Denis Villeneuve
Cybersecurity and Resilience Practice Leader & Co-Chair of the Indigenous Working Group, Kyndryl Canada
As AI-driven cyber threats become more advanced, building robust recovery strategies and reinforcing cyber resilience are essential for organizational survival.
It’s no secret that cyberattacks are a major threat to organizations in all industries. Despite widespread warnings of malicious activity and the potential for financial and reputational ruin they can cause, many organizations are far less equipped to deal with an attack than they realize.
Imagine receiving an email or SMS from your CEO urgently requesting money be sent to pay a supplier, only to find out that it was a scammer after you put the payment through. Or imagine a cybercriminal using stolen login credentials to access your company’s internal systems, making it nearly impossible to tell the difference between the legitimate user and the fraudster.
Today, cyber threats such as ransomware, phishing, deepfakes and supply-chain attacks are more sophisticated, thanks to new technologies. More and more, cybercriminals are using generative AI for multi-vector attacks, going after a network or target on several fronts, sometimes in phases.
Denis Villeneuve is the Cybersecurity and Resilience Practice Leader at Kyndryl Canada, as well as the co-chair of the company’s Indigenous Working Group. He says cyberthreats have always evolved to utilize the latest technological advancements. But generative AI’s unprecedented ability to streamline and speed up malicious activity has facilitated the need for more robust protective measures.
A cyber resilience plan needs to combine cybersecurity, business continuity, and disaster recovery.
The good news is that AI is not just for the bad actors. AI is being leveraged to create holistic cyber defenses and recovery plans. “I used to say early on, ‘automate the known threats so you can orchestrate the unknown threats’,” says Villeneuve. “We’re getting to the point where we’re automating the known threats and also automating the orchestration of unknown threats.” He points to tabletop exercises that can be performed using a digital twin of the network under various forms of attack to demonstrate how an organization’s environment will react.
Moving beyond hypotheticals on paper to this level of detail in an exercise also helps highlight where aspects of cyber resilience may need to be shored up. Organizations will often invest in preventative pre-breach “left of boom” cybersecurity measures, and less so on “right of boom” post-breach recovery. “Being able to be more resilient is actually putting in the plans and updating the plans for recoverability.” says Villeneuve.
A key part of the plan should include evaluating each layer of your network. Take for example a bus scheduling tool designed to help passengers plan their trip from point A to point B. If it’s built on an old booking system housed in a dusty closet somewhere, the entire application could collapse if that one system goes down. Moving a program to the cloud to improve resilience is only useful if each underlying hook meets the same level of resilience.
In the race to the cloud following the pandemic, some recovery and resilience plans were set aside. “Organizations are only starting to catch up on dusting off their resilience strategy,” says Villeneuve. Backup and recovery strategies need to be updated for the new hybrid world and the hybrid estate. He stresses how important it is to “have an understanding of minimum viable company/organization/ government in order to put the right resilience into your applications and infrastructure to be able to respond accordingly or recover accordingly.”
A cyber resilience plan needs to combine cybersecurity, business continuity, and disaster recovery. Working with a company that bakes security and cyber resilience into systems and infrastructure is integral to maintaining a healthy digital environment. Kyndryl understands the complicated global system of compliance and risk management and recovery because they are there, on the ground, with 80,000 employees worldwide managing some of the top mission-critical workloads.
As part of this, Kyndryl has a global network of Security Operations Centres, including one in Canada, that offer comprehensive support and advanced protection capabilities for the entire cyber threat lifecycle. Using artificial intelligence, specifically machine learning and integrated automation systems, they help businesses anticipate, protect, withstand, and recover from attacks.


If a line in the records below contains the word "labels", copy it out.
(Beginning of RECORDS TO PROCESS)
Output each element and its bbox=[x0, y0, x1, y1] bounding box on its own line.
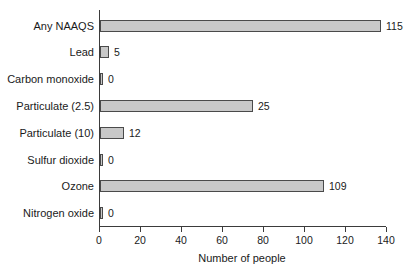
x-axis-tick bbox=[140, 227, 141, 232]
bar bbox=[100, 100, 253, 112]
bar-value-label: 115 bbox=[386, 20, 403, 32]
x-axis-tick bbox=[345, 227, 346, 232]
chart-row: Any NAAQS115 bbox=[0, 12, 412, 39]
category-label: Any NAAQS bbox=[33, 19, 94, 32]
bar-chart: Any NAAQS115Lead5Carbon monoxide0Particu… bbox=[0, 0, 412, 279]
x-axis-tick-label: 60 bbox=[216, 234, 228, 246]
x-axis-tick-label: 140 bbox=[377, 234, 395, 246]
chart-row: Carbon monoxide0 bbox=[0, 66, 412, 93]
x-axis-line bbox=[99, 226, 386, 227]
category-label: Nitrogen oxide bbox=[23, 207, 94, 220]
category-label: Particulate (2.5) bbox=[16, 99, 94, 112]
x-axis-tick-label: 120 bbox=[336, 234, 354, 246]
chart-row: Nitrogen oxide0 bbox=[0, 200, 412, 227]
bar bbox=[100, 207, 103, 219]
bar bbox=[100, 127, 124, 139]
bar bbox=[100, 180, 324, 192]
y-axis-line bbox=[99, 10, 100, 226]
chart-row: Ozone109 bbox=[0, 173, 412, 200]
x-axis-tick bbox=[386, 227, 387, 232]
x-axis-tick bbox=[99, 227, 100, 232]
x-axis-tick bbox=[222, 227, 223, 232]
bar-value-label: 5 bbox=[114, 46, 120, 58]
chart-row: Sulfur dioxide0 bbox=[0, 146, 412, 173]
x-axis-tick-label: 80 bbox=[257, 234, 269, 246]
category-label: Particulate (10) bbox=[19, 126, 94, 139]
x-axis-title: Number of people bbox=[0, 252, 412, 265]
category-label: Sulfur dioxide bbox=[27, 153, 94, 166]
bar bbox=[100, 73, 103, 85]
bar-value-label: 109 bbox=[329, 180, 347, 192]
bar-value-label: 25 bbox=[258, 100, 270, 112]
category-label: Carbon monoxide bbox=[7, 73, 94, 86]
chart-row: Particulate (10)12 bbox=[0, 119, 412, 146]
chart-row: Particulate (2.5)25 bbox=[0, 92, 412, 119]
chart-row: Lead5 bbox=[0, 39, 412, 66]
x-axis-tick bbox=[304, 227, 305, 232]
bar-value-label: 0 bbox=[108, 207, 114, 219]
category-label: Ozone bbox=[62, 180, 94, 193]
bar bbox=[100, 20, 381, 32]
x-axis-tick bbox=[181, 227, 182, 232]
x-axis-tick-label: 100 bbox=[295, 234, 313, 246]
x-axis-tick-label: 0 bbox=[96, 234, 102, 246]
x-axis-title-text: Number of people bbox=[198, 252, 285, 264]
x-axis-tick-label: 40 bbox=[175, 234, 187, 246]
x-axis-tick bbox=[263, 227, 264, 232]
bar-value-label: 0 bbox=[108, 154, 114, 166]
x-axis-tick-label: 20 bbox=[134, 234, 146, 246]
category-label: Lead bbox=[70, 46, 94, 59]
bar-value-label: 12 bbox=[129, 127, 141, 139]
bar-value-label: 0 bbox=[108, 73, 114, 85]
bar bbox=[100, 46, 109, 58]
bar bbox=[100, 154, 103, 166]
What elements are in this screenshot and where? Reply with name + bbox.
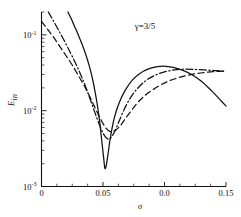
- x-tick-label: 0.05: [96, 188, 111, 198]
- x-tick-label: 0: [39, 188, 43, 198]
- gamma-annotation: γ=3/5: [134, 21, 156, 31]
- y-tick-label: 10-1: [23, 30, 37, 40]
- y-axis-title-text: Ein: [6, 94, 19, 107]
- x-axis-title: σ: [138, 201, 143, 211]
- y-tick-label: 10-3: [23, 181, 37, 191]
- data-curve-dashed: [42, 21, 227, 131]
- x-tick-label: 0.15: [219, 188, 234, 198]
- data-curve-solid: [68, 12, 226, 169]
- figure-container: 00.050.00.15 10-310-210-1 σ Ein γ=3/5: [0, 0, 241, 217]
- y-tick-label: 10-2: [23, 105, 37, 115]
- y-axis-title: Ein: [6, 94, 19, 107]
- x-tick-label: 0.0: [159, 188, 170, 198]
- x-axis-tick-labels: 00.050.00.15: [39, 188, 233, 198]
- data-curves: [42, 12, 227, 169]
- y-axis-tick-labels: 10-310-210-1: [23, 30, 37, 192]
- axes: [42, 12, 227, 187]
- chart-plot: 00.050.00.15 10-310-210-1 σ Ein γ=3/5: [0, 0, 241, 217]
(End of RECORDS TO PROCESS)
◆ YOUR SOLUTION ◆
- x-axis-tick-labels: 00.050.00.15: [39, 188, 233, 198]
- y-axis-tick-labels: 10-310-210-1: [23, 30, 37, 192]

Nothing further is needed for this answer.